Deep Technical Actuarial

Demographic Risk vs. Financial Risk in Long-Term Liabilities

Lux Actuaries5 min read

The Dual Threat Vector

When a CFO examines the End-of-Service Gratuity (EOSG) provision, they are looking at a mathematical collision of two entirely distinct risk profiles: Demographic Risk and Financial Risk.

Under IAS 19, the Projected Unit Credit Method explicitly forces actuaries to separate and independently model these two forces. Failing to understand which risk is currently inflating your liability will lead to ineffective cost-containment strategies.

1. Financial Risk (The Macro Environment)

Financial risk is almost entirely outside the control of the HR department or the executive board. It is governed by global bond markets and local inflation indices.

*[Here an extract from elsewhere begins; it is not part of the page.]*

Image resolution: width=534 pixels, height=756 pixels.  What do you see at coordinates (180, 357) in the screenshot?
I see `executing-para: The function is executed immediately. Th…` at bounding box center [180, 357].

  • Discount Rates: If global central banks aggressively cut interest rates, sovereign and corporate bond yields drop. Because the discount rate drops, the present value of your distant future payouts radically increases. This is a massive, uncontrollable financial risk.
  • Salary Escalation: If regional inflation spikes, the company is forced to aggressively raise salaries to retain talent. Because EOSG is calculated on the *final* basic salary, an unexpected spike in salary escalation radically inflates the liability.

2. Demographic Risk (The Internal Environment)

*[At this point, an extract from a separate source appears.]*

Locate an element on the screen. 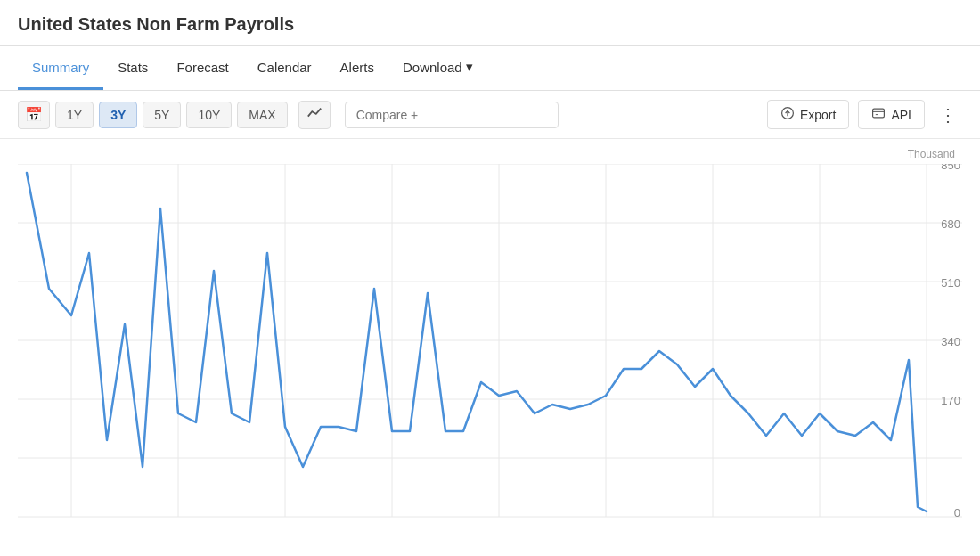 The height and width of the screenshot is (556, 980). svg-text: 340 is located at coordinates (951, 342).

Demographic risk is intrinsically linked to the behavior and composition of the workforce itself.

  • Withdrawal (Turnover) Rates: If your company assumes a 15% staff turnover, but suddenly manages to retain staff much longer (dropping turnover to 5%), more employees will hit their vesting cliffs and maximize their tenure multipliers. This is a demographic risk materializing.
  • Mortality and Disability: While less impactful in standard KSA/UAE EOSG plans compared to Western pension schemes, unexpected spikes in mortality or early disability retirements trigger immediate, un-discounted cash outflows.

The IAS 19 Sensitivity Analysis

This is why the Sensitivity Analysis section of an IAS 19 report is uniquely valuable. It mathematically isolates these risks, allowing the board to clearly see: "If our discount rate drops by 1% (Financial Risk) versus if our turnover drops by 10% (Demographic Risk), which one creates the larger hole in our balance sheet?"